Mosul Operation Brought Forward to October at Obama’s Insistence
The US-led operation for the liberation of the Iraqi town of Mosul from ISIS occupation has been brought forward from December to Wednesday Oct.19, on new orders handed down by President Barack Obama to Defense Secretary Ashton Carter and Joint Chiefs of Staff Chairman Marine Gen. Joseph Dunford, DEBKA Weekly reports.
(In its Sept. 16 issue, DEBKA Weekly 724 cited December as the likely timeline: Obama Pins His Legacy on Vanquishing ISIS at Raqqa and Mosul.)
The military chiefs acquiesced to the new date on the strength of updated US intelligence which estimated that Islamic State combatants would not fight for the city but retreat. They were preparing to melt away as the operation advanced, like in the battle for Fallujah in May and June. Instead of making a stand there, a large body of jihadists headed west towards the Syrian border, some of them crossing over and remaining there up to the present.
It was also estimated that locally-staged revolts would spring up against ISIS as the Mosul offensive’s launch date approached. Anti-ISIS groups would attempt to seize key points in the city, and so help US-Iraqi-Kurdish coalition troops reach the center much faster.
After the White House decision was handed down, Washington was startled to hear Turkish President Tayyip Erdogan stepping in to gum up the works.
In a snide comment he made in New York on Sept. 25, after meeting with Turkish community figures based in the US, Erdogan gave the game away: The battle for Mosul against Daesh “would kick off on Oct. 19 and we all have to be prepared for this event,” he disclosed.
He went on to praise the agreement between Baghdad and the Kurdish autonomy for the liberation of Mosul, describing the operation as crucial to the goal of defeating ISIS in Nineveh Province and to finally routing the terrorist group in Iraq.
Until then, the Kurdish Defense (Peshmerga) Ministry in Irbil held this date under tight wraps for obvious security considerations, after it was firmed up in the meetings Kurdish President Masoud Barzani held with Iraqi and American officials.
Why Erdogan decided to make the Islamic State a free gift of three whole weeks to get ready for the coalition assault had people scratching their heads in Baghdad, Irbil, Washington and even Ankara.
According to one theory, the Turkish leader was stung by Washington’s veto on Turkish participation in the ground attack on Mosul and was getting his own back at Obama.
In the view of DEBKA Weekly’s counterterrorism and intelligence sources, while Erdogan is boiling with resentment over this exclusion, his calculus is more complicated.
He is still uncertain how to proceed in Syria after the Turkish invasion of the north on Aug. 24. And he is not entirely clear what military steps the Russians, the Americans and the Kurds have next in store for Iraq’s border regions with Syria and Turkey.
Neither is he sure whether Presidents Obama and Vladimir Putin, given their deadlocked relations on Syria, will decide nonetheless to go for Raqqa after the Mosul expedition.
With these questions hanging fire, Erdogan is gearing up to jump in when he sees an opening for gain. He is still in two minds over his clandestine ties with ISIS – whether to strike a secret deal for cooperation with the jihadists or go for a non-belligerency pact. At present, both are keeping their hands firmly on the spigot that controls the mass exodus of millions of migrants from the Middle East and Africa to central and West Europe and North America.
President Erdogan is undoubtedly availing himself of every opportunity to vent his grievances against the West, chiefly over the European Union’s foot-dragging on membership, while the Islamic State, for its part, is not about to give up the cash flow and opportunities for planting terrorists offered by the smuggling of millions of refugees to the West.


## Problem details
The reply should hold every record, copied exactly, and none of the pictures.

## Available data
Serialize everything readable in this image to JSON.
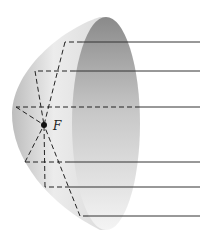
{
  "diagram": {
    "focus_label": "F",
    "colors": {
      "background": "#ffffff",
      "dish_outer_light": "#f2f2f2",
      "dish_outer_shade": "#b8b8b8",
      "dish_inner_dark": "#8c8c8c",
      "dish_inner_light": "#e6e6e6",
      "ray": "#333333"
    },
    "rays": [
      {
        "y": 42,
        "hit_x": 65
      },
      {
        "y": 71,
        "hit_x": 35
      },
      {
        "y": 107,
        "hit_x": 16
      },
      {
        "y": 162,
        "hit_x": 25
      },
      {
        "y": 187,
        "hit_x": 45
      },
      {
        "y": 216,
        "hit_x": 80
      }
    ],
    "focus": {
      "x": 44,
      "y": 125
    }
  }
}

## Written response
Serialize everything readable in this image to JSON.
{
  "diagram": {
    "focus_label": "F",
    "colors": {
      "background": "#ffffff",
      "dish_outer_light": "#f2f2f2",
      "dish_outer_shade": "#b8b8b8",
      "dish_inner_dark": "#8c8c8c",
      "dish_inner_light": "#e6e6e6",
      "ray": "#333333"
    },
    "rays": [
      {
        "y": 42,
        "hit_x": 65
      },
      {
        "y": 71,
        "hit_x": 35
      },
      {
        "y": 107,
        "hit_x": 16
      },
      {
        "y": 162,
        "hit_x": 25
      },
      {
        "y": 187,
        "hit_x": 45
      },
      {
        "y": 216,
        "hit_x": 80
      }
    ],
    "focus": {
      "x": 44,
      "y": 125
    }
  }
}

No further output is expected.